Entertainment

Games: Hammer horror-styled Resident Evil Village offers more of the same for franchise fans

Lady Dimitrescu returns in Resident Evil Village
Lady Dimitrescu returns in Resident Evil Village Lady Dimitrescu returns in Resident Evil Village

Resident Evil Village (Multi)

By: Capcom

A CENTURY ago, a woman with the kind of circus-big proportions of Lady Dimitrescu – Resident Evil's unlikely star – would have had PT Barnum charging two bits a gander. Add some heavy foundation and vampire fangs, though, and the elegant dominatrix has been titillating Twitter ever since fans caught a glimpse of her nine-foot proportions.

Our gore-guzzling giantess is only one of four supernatural bosses in the eighth Resident Evil – though with countless spin-offs and re-makes, the franchise totals 20-odd games. When Resident Evil 7 broke series records, it was a given that Capcom would continue the tale of Ethan Winters, who kicks off Village in domestic bliss with his wife, Mia, raising their newborn girl in Europe.

Things head south pretty quickly, though, and Ethan soon finds himself in an olde worlde village plagued by supernatural goings-on. With zombies staying six-feet under for this one, Village goes all-out with the Hammer Horror tropes.

Stake-sharp in its genre references, the Mittel-European setting, complete with gothic castle and creepy dollhouse, boasts a veritable compendium of horror stocks-in-trade – from werewolves and vampires to cyborgs and freaky dolls.

At first glance, it couldn't be further from the biohazards of previous efforts, but with the series' trademark pulpy fun and daft dialogue, it all comes together for arguably the best modern Resident Evil.

While the previous game was a down-on-the-bayou mash-up of mouldy monsters and Deliverance-style shenanigans, Village throws the entire kitsch-en sink of horror at players. Returning to Europe for the first time since the mighty Resident Evil 4, it feels most like a re-imagining of that 2005 blockbuster – complete with its iconic merchant, now a plummy-voiced giant rather than masked cockney.

For the most part, its 10 hours of gameplay play it safe. There's beefy gunplay, inventory management, saving progress with typewriters and – a series first – butchering livestock to cook up stat-boosting recipes. Most of your time, though – much like a trip to Ikea – is spent slowly fetching pointless objects while avoiding shambling ghouls.

By leaning on camp fantasy, however, only the most lily-livered will find it particularly scary, while a lack of combat strategy means even its bosses can be polished off with little more than an itchy trigger finger. But if the new hardware doesn't bring much in the way of gameplay leaps, the series has never looked so crisp, with nippy loading and – on PS5 – incredible 3D sound design.

Gorgeously appointed, Resident Evil Village is simply more of the same, offering a four-courser of comfort food to series vets. And if being stepped on by an oversized lady is your kink, then more power to ye.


-- EXERCISE DESCRIPTION --
Lines with the word "reflected" are the answer; copy each of them from the data below.

-- RECORD EXCERPTS --

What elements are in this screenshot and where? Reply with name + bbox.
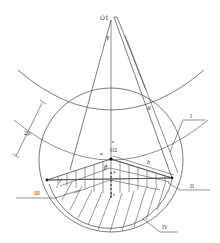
chord: [47, 178, 172, 180]
leader-i: [170, 120, 205, 152]
label-r: R: [146, 105, 151, 111]
label-z: z: [112, 192, 116, 197]
label-region-iii: III: [34, 190, 40, 196]
label-gamma: γ: [106, 33, 110, 41]
point-left-endpoint: [46, 179, 49, 182]
label-region-ii: II: [190, 183, 194, 189]
label-h: h: [147, 159, 150, 165]
point-o2: [109, 157, 112, 160]
label-alpha: α: [100, 151, 103, 156]
leader-iv: [142, 218, 178, 232]
label-region-iv: IV: [162, 224, 168, 230]
label-2p: 2p: [23, 130, 31, 137]
label-region-i: I: [190, 113, 192, 119]
line-o1-left: [70, 20, 111, 170]
inner-diagonal-left-2: [74, 180, 110, 193]
r-dimension-line: [125, 35, 178, 173]
label-s: s: [112, 139, 114, 144]
label-y: y: [112, 169, 116, 174]
leader-ii: [168, 183, 210, 190]
label-o2: O2: [110, 147, 117, 153]
region-iv-boundary: [49, 180, 172, 228]
region-iv-hatch: [47, 178, 172, 240]
diagram-canvas: O1 γ R 2p s O2 α β y z h I II III IV: [0, 0, 220, 243]
label-beta: β: [103, 163, 108, 171]
region-iii-triangle: [47, 159, 172, 180]
label-o1: O1: [100, 14, 109, 21]
point-right-endpoint: [171, 177, 174, 180]
leader-iii: [16, 190, 80, 198]
inner-diagonal-right: [110, 168, 170, 182]
inner-diagonal-right-2: [110, 180, 160, 190]
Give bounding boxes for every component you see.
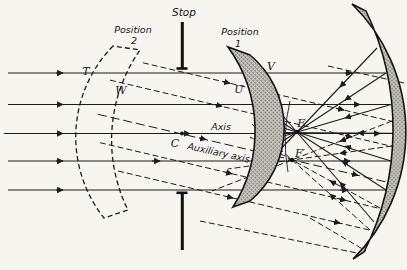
position-1-label: Position <box>221 26 258 37</box>
position-2-label: Position <box>114 24 151 35</box>
reflected-ray <box>277 109 374 222</box>
focus-point <box>295 130 299 134</box>
stop-lower-foot <box>177 192 188 195</box>
optics-figure: Stop Position 2 Position 1 T W U V C Axi… <box>0 0 407 270</box>
axis-label: Axis <box>210 121 231 132</box>
point-u-label: U <box>234 83 244 96</box>
stop-label: Stop <box>172 6 196 18</box>
incident-axial-rays <box>4 73 393 190</box>
focus-prime-point <box>290 158 294 162</box>
position-1-number: 1 <box>235 38 241 49</box>
center-of-curvature-point <box>180 132 184 136</box>
point-w-label: W <box>115 84 128 97</box>
stop-upper-foot <box>177 67 188 70</box>
point-v-label: V <box>267 60 276 73</box>
point-t-label: T <box>82 65 91 78</box>
stop-lower-bar <box>181 194 184 250</box>
reflected-ray <box>277 73 386 145</box>
focus-label: F <box>296 117 305 130</box>
stop-aperture <box>177 22 188 250</box>
focus-prime-label: F′ <box>294 147 306 160</box>
lens-position-1 <box>228 47 284 207</box>
position-2-number: 2 <box>131 35 137 46</box>
reflected-axial-rays <box>277 48 393 222</box>
center-of-curvature-label: C <box>171 137 180 150</box>
optical-diagram: Stop Position 2 Position 1 T W U V C Axi… <box>0 0 407 270</box>
reflected-ray <box>277 48 377 153</box>
oblique-ray <box>200 221 357 253</box>
auxiliary-axis-line <box>98 114 391 183</box>
stop-upper-bar <box>181 22 184 68</box>
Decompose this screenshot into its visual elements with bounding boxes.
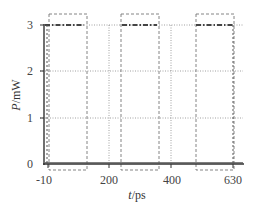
pulse-window-2: [121, 14, 159, 170]
x-tick-630: 630: [224, 173, 242, 187]
y-tick-2: 2: [27, 64, 33, 78]
pulse-window-1: [49, 14, 87, 170]
pulse-power-chart: 3 2 1 0 -10 200 400 630 t/ps P/mW: [0, 0, 256, 211]
x-tick-200: 200: [100, 173, 118, 187]
axes: [43, 24, 244, 165]
grid: [40, 25, 243, 165]
x-axis-title: t/ps: [128, 188, 146, 202]
ticks: [40, 25, 233, 168]
y-tick-0: 0: [27, 157, 33, 171]
pulse-windows: [49, 14, 234, 170]
pulse-window-3: [196, 14, 234, 170]
y-axis-title: P/mW: [9, 79, 23, 112]
x-tick-400: 400: [163, 173, 181, 187]
x-tick-neg10: -10: [36, 173, 52, 187]
y-tick-1: 1: [27, 111, 33, 125]
y-tick-3: 3: [27, 18, 33, 32]
pulse-edges: [47, 25, 233, 163]
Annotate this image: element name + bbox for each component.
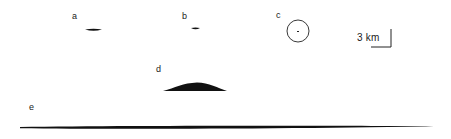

-- EXERCISE RESPONSE --
reflected-ray <box>277 109 374 222</box>
reflected-ray <box>277 73 386 145</box>
reflected-axial-rays <box>277 48 393 222</box>
reflected-ray <box>277 48 377 153</box>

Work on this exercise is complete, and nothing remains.